My solution is hardly revolutionary. Imagine the business end of a small garden fork without the handle. Six 6-in. long x 3 mm wide tines, just over 1 in. apart. The circular cross-section tines, welded up from stainless steel, are inserted longitudinally into the sausages providing an inflexible “backbone” to each. Rotation becomes a simple finger job. I called Downey Engineering of Pontrilas (Tel: 01981-240427) and asked if they were interested. They said they were “provided we get one the sausages”. Watch this space.

Thursday, 7 May 2009

Voie sans issue

En essayant saisir le francais
Un rosbif se trouve perturbé.
Mais son prof dit, “Bien sur,
J’ai une méthode moins dur,
On doit trancher le gorge de l’anglais.”


NOTE: C'est une andouillette.

Wednesday, 6 May 2009

Stupidity leads to rewarding chat

My garage doors are 83 in. wide; my car 78 in. That’s 2½ in. clearance on either side of the wing mirrors. Believe me, it looks less.

Entering and leaving the garage are just one problem. Inside, I ease the car inches to the left so I can open the driver’s door. Chalk marks on the wall help position the car longitudinally; carpet attached to both walls protects the bodywork. For ten years I have managed these mini-journeys successfully but three days ago I scratched the offside front wing (US: fender) on a quite different variant of the exit route.

The man at Auto Chips said it would cost £150. I thought the rate was about £40. “That’s if you’re shortly going to sell the car.
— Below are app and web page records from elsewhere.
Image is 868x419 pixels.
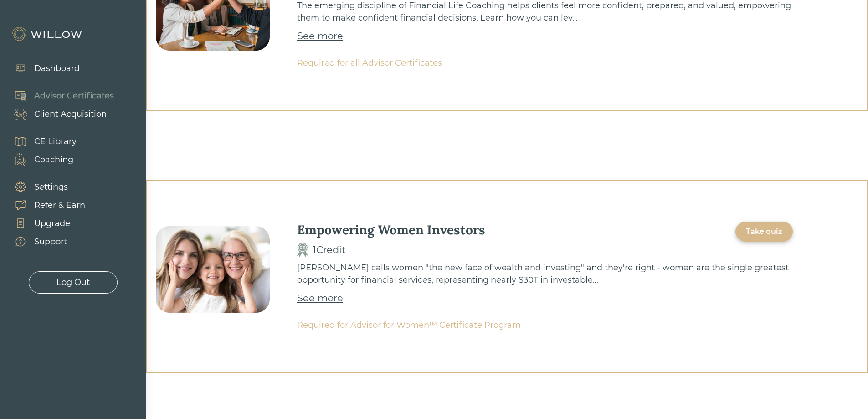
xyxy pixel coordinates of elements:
[34,90,114,102] div: Advisor Certificates
[4,214,86,232] a: Upgrade
[34,62,80,75] div: Dashboard
[34,199,86,211] div: Refer & Earn
[297,319,793,331] div: Required for Advisor for Women™ Certificate Program
[4,177,86,196] a: Settings
[4,196,86,214] a: Refer & Earn
[4,132,76,151] a: CE Library
[297,221,486,238] div: Empowering Women Investors
[11,27,84,42] img: Willow
[4,151,76,169] a: Coaching
[297,290,344,305] a: See more
[34,235,67,248] div: Support
[34,181,68,193] div: Settings
[297,57,793,69] div: Required for all Advisor Certificates
[57,276,90,288] div: Log Out
[34,218,70,230] div: Upgrade
[34,153,74,166] div: Coaching
[297,29,344,43] a: See more
[34,108,107,120] div: Client Acquisition
[4,87,114,105] a: Advisor Certificates
[746,226,782,237] div: Take quiz
[4,105,114,123] a: Client Acquisition
[297,261,793,286] div: [PERSON_NAME] calls women "the new face of wealth and investing" and they're right - women are th...
[4,59,80,78] a: Dashboard
[34,136,76,148] div: CE Library
[312,242,346,257] div: 1 Credit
If you’re keeping it you need something permanent.” My aim was to obliterate evidence of my own stupidity so I opted for the latter. I asked questions and he answered them fully, pleased at my interest.
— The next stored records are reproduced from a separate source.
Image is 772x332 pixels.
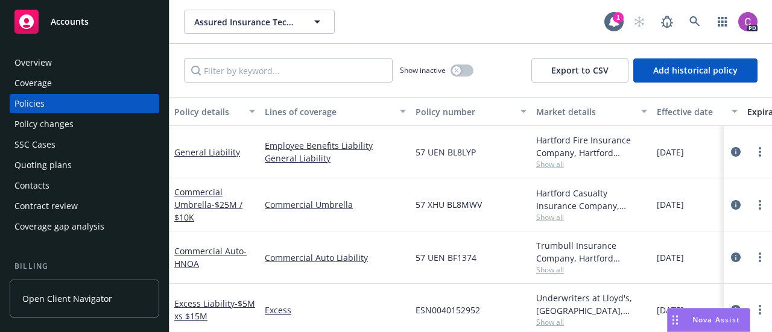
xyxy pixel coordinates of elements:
[10,176,159,195] a: Contacts
[531,97,652,126] button: Market details
[633,59,758,83] button: Add historical policy
[729,303,743,317] a: circleInformation
[14,53,52,72] div: Overview
[265,198,406,211] a: Commercial Umbrella
[400,65,446,75] span: Show inactive
[657,252,684,264] span: [DATE]
[265,106,393,118] div: Lines of coverage
[753,198,767,212] a: more
[14,74,52,93] div: Coverage
[416,304,480,317] span: ESN0040152952
[174,186,243,223] a: Commercial Umbrella
[10,197,159,216] a: Contract review
[627,10,652,34] a: Start snowing
[416,106,513,118] div: Policy number
[265,152,406,165] a: General Liability
[729,198,743,212] a: circleInformation
[10,261,159,273] div: Billing
[174,298,255,322] a: Excess Liability
[14,176,49,195] div: Contacts
[657,198,684,211] span: [DATE]
[14,217,104,236] div: Coverage gap analysis
[265,252,406,264] a: Commercial Auto Liability
[536,212,647,223] span: Show all
[10,94,159,113] a: Policies
[667,308,750,332] button: Nova Assist
[10,74,159,93] a: Coverage
[265,139,406,152] a: Employee Benefits Liability
[14,197,78,216] div: Contract review
[729,145,743,159] a: circleInformation
[174,246,247,270] a: Commercial Auto
[613,12,624,23] div: 1
[184,59,393,83] input: Filter by keyword...
[668,309,683,332] div: Drag to move
[655,10,679,34] a: Report a Bug
[416,146,476,159] span: 57 UEN BL8LYP
[536,317,647,328] span: Show all
[536,134,647,159] div: Hartford Fire Insurance Company, Hartford Insurance Group
[729,250,743,265] a: circleInformation
[260,97,411,126] button: Lines of coverage
[184,10,335,34] button: Assured Insurance Technologies, Inc.
[536,239,647,265] div: Trumbull Insurance Company, Hartford Insurance Group
[738,12,758,31] img: photo
[194,16,299,28] span: Assured Insurance Technologies, Inc.
[536,292,647,317] div: Underwriters at Lloyd's, [GEOGRAPHIC_DATA], [PERSON_NAME] of London, CFC Underwriting, CRC Group
[657,146,684,159] span: [DATE]
[411,97,531,126] button: Policy number
[711,10,735,34] a: Switch app
[10,53,159,72] a: Overview
[22,293,112,305] span: Open Client Navigator
[10,5,159,39] a: Accounts
[753,145,767,159] a: more
[265,304,406,317] a: Excess
[51,17,89,27] span: Accounts
[174,106,242,118] div: Policy details
[536,106,634,118] div: Market details
[657,106,725,118] div: Effective date
[170,97,260,126] button: Policy details
[536,187,647,212] div: Hartford Casualty Insurance Company, Hartford Insurance Group
[10,115,159,134] a: Policy changes
[10,217,159,236] a: Coverage gap analysis
[10,156,159,175] a: Quoting plans
[10,135,159,154] a: SSC Cases
[551,65,609,76] span: Export to CSV
[683,10,707,34] a: Search
[14,135,56,154] div: SSC Cases
[657,304,684,317] span: [DATE]
[416,198,482,211] span: 57 XHU BL8MWV
[693,315,740,325] span: Nova Assist
[14,94,45,113] div: Policies
[536,265,647,275] span: Show all
[653,65,738,76] span: Add historical policy
[753,250,767,265] a: more
[416,252,477,264] span: 57 UEN BF1374
[753,303,767,317] a: more
[536,159,647,170] span: Show all
[14,156,72,175] div: Quoting plans
[652,97,743,126] button: Effective date
[14,115,74,134] div: Policy changes
[531,59,629,83] button: Export to CSV
[174,147,240,158] a: General Liability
The higher cost covers repainting the whole wing and then drying it in an oven. While it’s still on the car! We stood in a car-size chamber heated to 75 deg F. “People get the wrong idea about our oven,” he said, grinning. There was more. He knew his stuff and enjoyed explaining it in detail. It was (professionally), and still is, one my great pleasures to talk to a communicative expert – on anything.

I told Mrs B that the car was destined for the inside of an oven. “Remember to take the long-distance sweets (US: candy) out of the door compartments,” she said.

Friday, 1 May 2009

Time to get out of the poetry game

WHY I AM UNFITTED FOR, AND PROFESSIONALLY PREVENTED FROM,WRITING POETRY
The Rubik Cube is not my sport. The sides
Proclaim restraint, the shape a symmetry.
The garish colours act as childish guides
The aim a transient diversionary.
To write a verse, to form a brick of words
To take on rules that help to close our eyes,
To rhyme (like this) and risk what rhyme affords
We tumble into wretched compromise.
The language of a verse demands a blur
Else why not take the compass point of prose?
Why hint, evade, constrain, fail to concur
When truth and clarity all worth enclose?

For truth and clarity are hard-won gain
And fall in rhythmic rhyming’s false domain.

Thursday, 30 April 2009

A plague on both their houses

Shaving – a time when I look deep into my bloodhound face barely able to contain my rage at being the victim of extortion.

A razor resembles that other example of fiduciary cynicism, the computer printer: purchase price suspiciously low, running costs ludicrously high. Razor designers, sniggering, add plausible complexity. From one blade we move to two, to the swivelling head, to three blades, to slender-handled pink jobs fit only for women’s delicate hands. Marketing departments, sniggering in descant, attach childish gamebox names and give away the handle and a couple of blades for almost nothing. Then the real costs become apparent. A replacement blade can cost over £2.

The blades cut bristle, they “work well”. And, since a customer has this niggling belief he’s invested in the valueless handle, he mounts the treadmill. Over the years I have shed many of my West Riding antecedents but I still have an abiding hatred of being gulled.

I have bought alternative blades, conscious that this involves the connivance of the big players. I have bought disposables which only announce their wear by scritching the face. I have dallied with power. Fear has denied me cut-throats. I have had many lousy shaves. This is a rant. This is the end.